Probably, the best indicator of the economic trends is the rate of inflation. Inflation stood at 100.4% in 1981. The PNDC managed to push it radically down to a very respectable 13% when they left office. Yet, by 2000 it had continued its see-saw journey to end the year at 40.5%. Last year it was 10.5%. Inflation rates are not determined about by any means alien to the Ghanaian consumer. Every month, researchers of the Ghana Statistical Service visit various markets throughout the country to find out the prices of basic commodities.

In the words of a government spokesperson, "When they take the prices of the commodities, they compare them with the prices of the same commodities in the past. From this comparison, they are able to tell us how slowly or quickly the prices of things are changing. In other words, from the comparisons, they give us the rate of inflation.

"So, how true is the talk that pockets are still empty, despite of the macro-economic gains? The talk may be true to the fact that you may be unemployed or your income has not increased."

Kwaku Kwarteng, Government Spokesperson for Finance, thinks inflationary movements should be of interest to all of us.
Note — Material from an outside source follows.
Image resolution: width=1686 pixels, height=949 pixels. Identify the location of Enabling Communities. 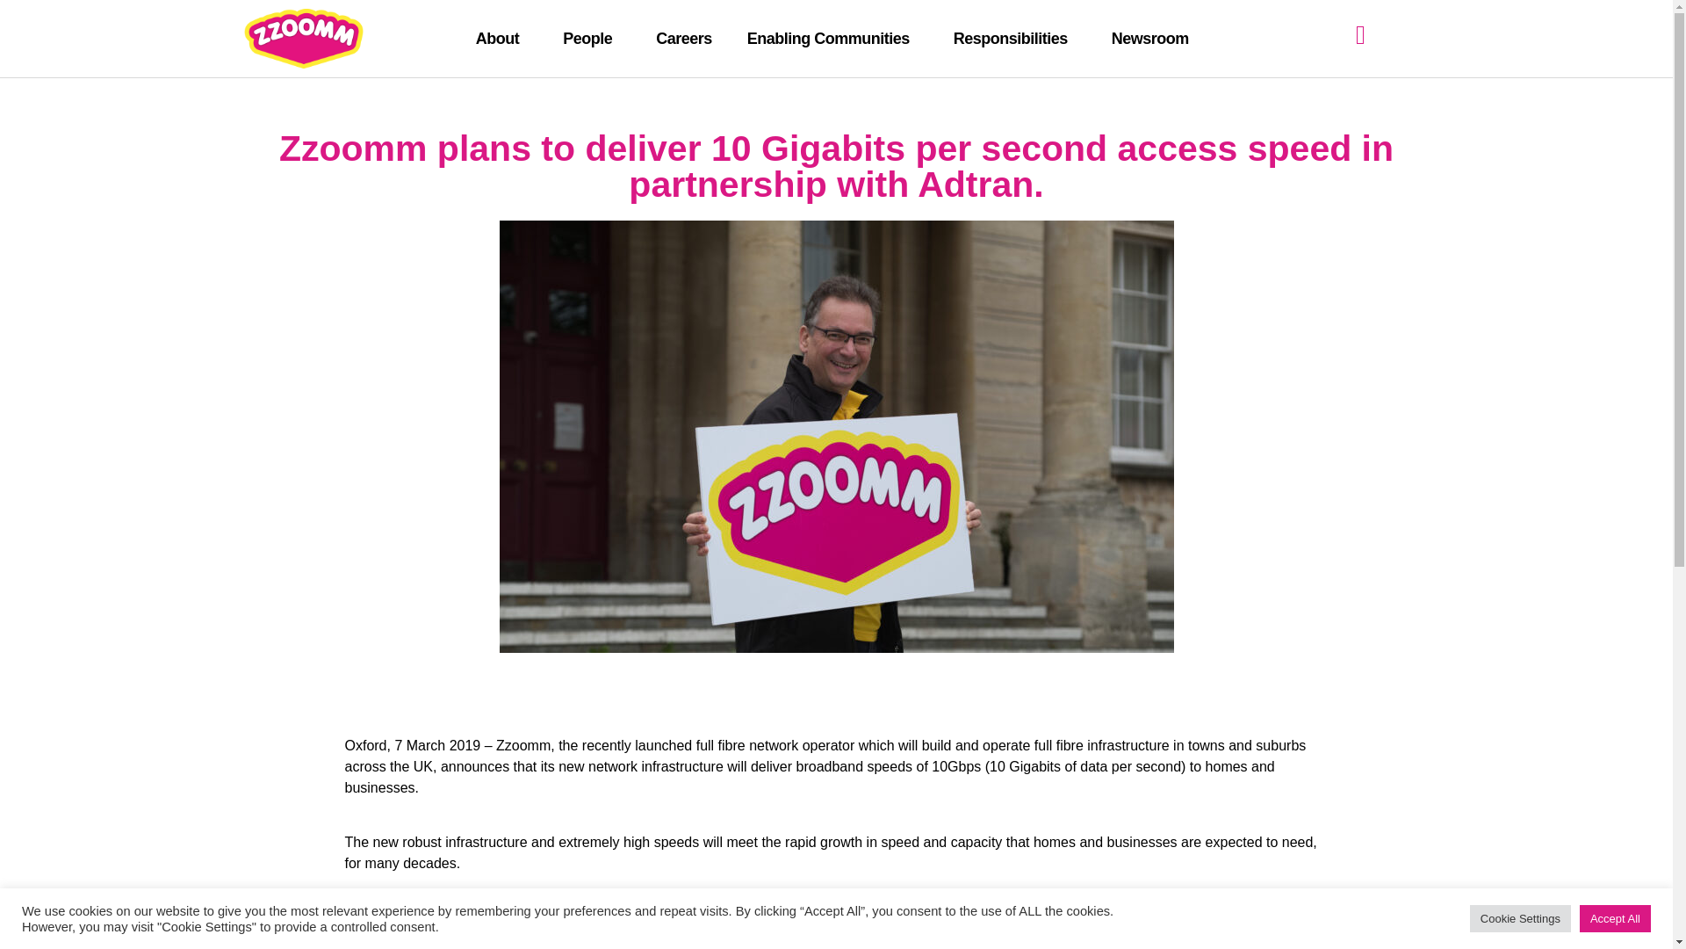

Good living, he says, is all about being able to buy the things you need. "The more things the money you have can buy, the more satisfied you would be. Which is why we have to be interested in inflation because inflation has a way of stealing money from our pockets." Inflation steals your income if the prices of goods you normally buy rise above your income.

"It is clear that if the rate of inflation is high, then a lot of our money gets stolen from us with time. And if the rate of inflation is low, then only a small amount of our money gets stolen by inflation," Mr Kwarteng says.

But, the heightening of the rural-to-urban migration drive seems to be shifting poverty from the countryside to the cities. A Survey on Urban Development and Economic Growth shows urban poverty to be increasing, while poverty has, on a whole, declined in many parts of the country.

The survey conducted by the World Bank and supported by Ministry of Finance and Economic Planning and the Ministry of Local Government, Rural Development and Environment targeted strategic areas as urbanisation and market, decentralisation and local economic development.

The survey indicated that every region of the country has seen a decline in poverty since the 1998/9 survey, with the exception of Upper West and Greater Accra. In the latter, continued rural to urban migration, especially of those from the poorer areas of Ghana, may explain the anomaly.